Exercise prompt
Transcribe each record as written.

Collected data
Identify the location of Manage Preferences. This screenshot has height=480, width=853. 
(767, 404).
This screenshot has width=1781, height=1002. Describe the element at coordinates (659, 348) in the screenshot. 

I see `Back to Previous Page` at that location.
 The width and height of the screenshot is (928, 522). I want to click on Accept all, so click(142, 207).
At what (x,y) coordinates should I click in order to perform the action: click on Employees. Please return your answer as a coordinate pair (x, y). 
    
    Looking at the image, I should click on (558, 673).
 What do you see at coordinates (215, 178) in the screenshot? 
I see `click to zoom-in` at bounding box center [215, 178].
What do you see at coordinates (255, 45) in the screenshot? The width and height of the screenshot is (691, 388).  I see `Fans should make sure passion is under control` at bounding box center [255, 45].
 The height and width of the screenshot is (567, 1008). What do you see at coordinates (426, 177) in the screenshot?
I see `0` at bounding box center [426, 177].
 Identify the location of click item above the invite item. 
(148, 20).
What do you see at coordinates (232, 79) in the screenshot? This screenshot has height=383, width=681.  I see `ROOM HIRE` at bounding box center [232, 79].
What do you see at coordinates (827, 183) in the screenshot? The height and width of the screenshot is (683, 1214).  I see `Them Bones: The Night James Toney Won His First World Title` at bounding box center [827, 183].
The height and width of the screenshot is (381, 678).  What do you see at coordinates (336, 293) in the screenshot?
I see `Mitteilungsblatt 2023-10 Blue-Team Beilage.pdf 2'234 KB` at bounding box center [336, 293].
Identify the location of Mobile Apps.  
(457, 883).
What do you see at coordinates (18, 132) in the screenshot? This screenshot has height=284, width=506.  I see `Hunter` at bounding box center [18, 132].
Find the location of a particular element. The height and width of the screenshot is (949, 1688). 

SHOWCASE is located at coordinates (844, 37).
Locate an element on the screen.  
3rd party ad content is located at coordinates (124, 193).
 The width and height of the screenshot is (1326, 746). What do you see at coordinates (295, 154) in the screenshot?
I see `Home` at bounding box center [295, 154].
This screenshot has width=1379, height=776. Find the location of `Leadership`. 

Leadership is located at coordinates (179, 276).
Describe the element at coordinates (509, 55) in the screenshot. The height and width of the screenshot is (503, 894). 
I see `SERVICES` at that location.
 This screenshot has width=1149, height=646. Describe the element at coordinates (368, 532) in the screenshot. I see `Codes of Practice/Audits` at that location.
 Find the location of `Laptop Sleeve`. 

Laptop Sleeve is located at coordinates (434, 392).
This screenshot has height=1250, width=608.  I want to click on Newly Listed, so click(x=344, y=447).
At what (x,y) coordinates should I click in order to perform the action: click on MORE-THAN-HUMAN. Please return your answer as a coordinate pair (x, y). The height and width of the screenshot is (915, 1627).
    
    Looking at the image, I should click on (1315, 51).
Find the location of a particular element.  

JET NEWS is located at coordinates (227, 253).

Solution to this exercise
Identify the location of Manage Preferences. This screenshot has height=480, width=853. 
(767, 404).
This screenshot has width=1781, height=1002. Describe the element at coordinates (659, 348) in the screenshot. 

I see `Back to Previous Page` at that location.
 The width and height of the screenshot is (928, 522). I want to click on Accept all, so click(142, 207).
At what (x,y) coordinates should I click in order to perform the action: click on Employees. Please return your answer as a coordinate pair (x, y). 
    
    Looking at the image, I should click on (558, 673).
 What do you see at coordinates (215, 178) in the screenshot? 
I see `click to zoom-in` at bounding box center [215, 178].
What do you see at coordinates (255, 45) in the screenshot? The width and height of the screenshot is (691, 388).  I see `Fans should make sure passion is under control` at bounding box center [255, 45].
 The height and width of the screenshot is (567, 1008). What do you see at coordinates (426, 177) in the screenshot?
I see `0` at bounding box center [426, 177].
 Identify the location of click item above the invite item. 
(148, 20).
What do you see at coordinates (232, 79) in the screenshot? This screenshot has height=383, width=681.  I see `ROOM HIRE` at bounding box center [232, 79].
What do you see at coordinates (827, 183) in the screenshot? The height and width of the screenshot is (683, 1214).  I see `Them Bones: The Night James Toney Won His First World Title` at bounding box center [827, 183].
The height and width of the screenshot is (381, 678).  What do you see at coordinates (336, 293) in the screenshot?
I see `Mitteilungsblatt 2023-10 Blue-Team Beilage.pdf 2'234 KB` at bounding box center [336, 293].
Identify the location of Mobile Apps.  
(457, 883).
What do you see at coordinates (18, 132) in the screenshot? This screenshot has height=284, width=506.  I see `Hunter` at bounding box center [18, 132].
Find the location of a particular element. The height and width of the screenshot is (949, 1688). 

SHOWCASE is located at coordinates (844, 37).
Locate an element on the screen.  
3rd party ad content is located at coordinates (124, 193).
 The width and height of the screenshot is (1326, 746). What do you see at coordinates (295, 154) in the screenshot?
I see `Home` at bounding box center [295, 154].
This screenshot has width=1379, height=776. Find the location of `Leadership`. 

Leadership is located at coordinates (179, 276).
Describe the element at coordinates (509, 55) in the screenshot. The height and width of the screenshot is (503, 894). 
I see `SERVICES` at that location.
 This screenshot has width=1149, height=646. Describe the element at coordinates (368, 532) in the screenshot. I see `Codes of Practice/Audits` at that location.
 Find the location of `Laptop Sleeve`. 

Laptop Sleeve is located at coordinates (434, 392).
This screenshot has height=1250, width=608.  I want to click on Newly Listed, so click(x=344, y=447).
At what (x,y) coordinates should I click in order to perform the action: click on MORE-THAN-HUMAN. Please return your answer as a coordinate pair (x, y). The height and width of the screenshot is (915, 1627).
    
    Looking at the image, I should click on (1315, 51).
Find the location of a particular element.  

JET NEWS is located at coordinates (227, 253).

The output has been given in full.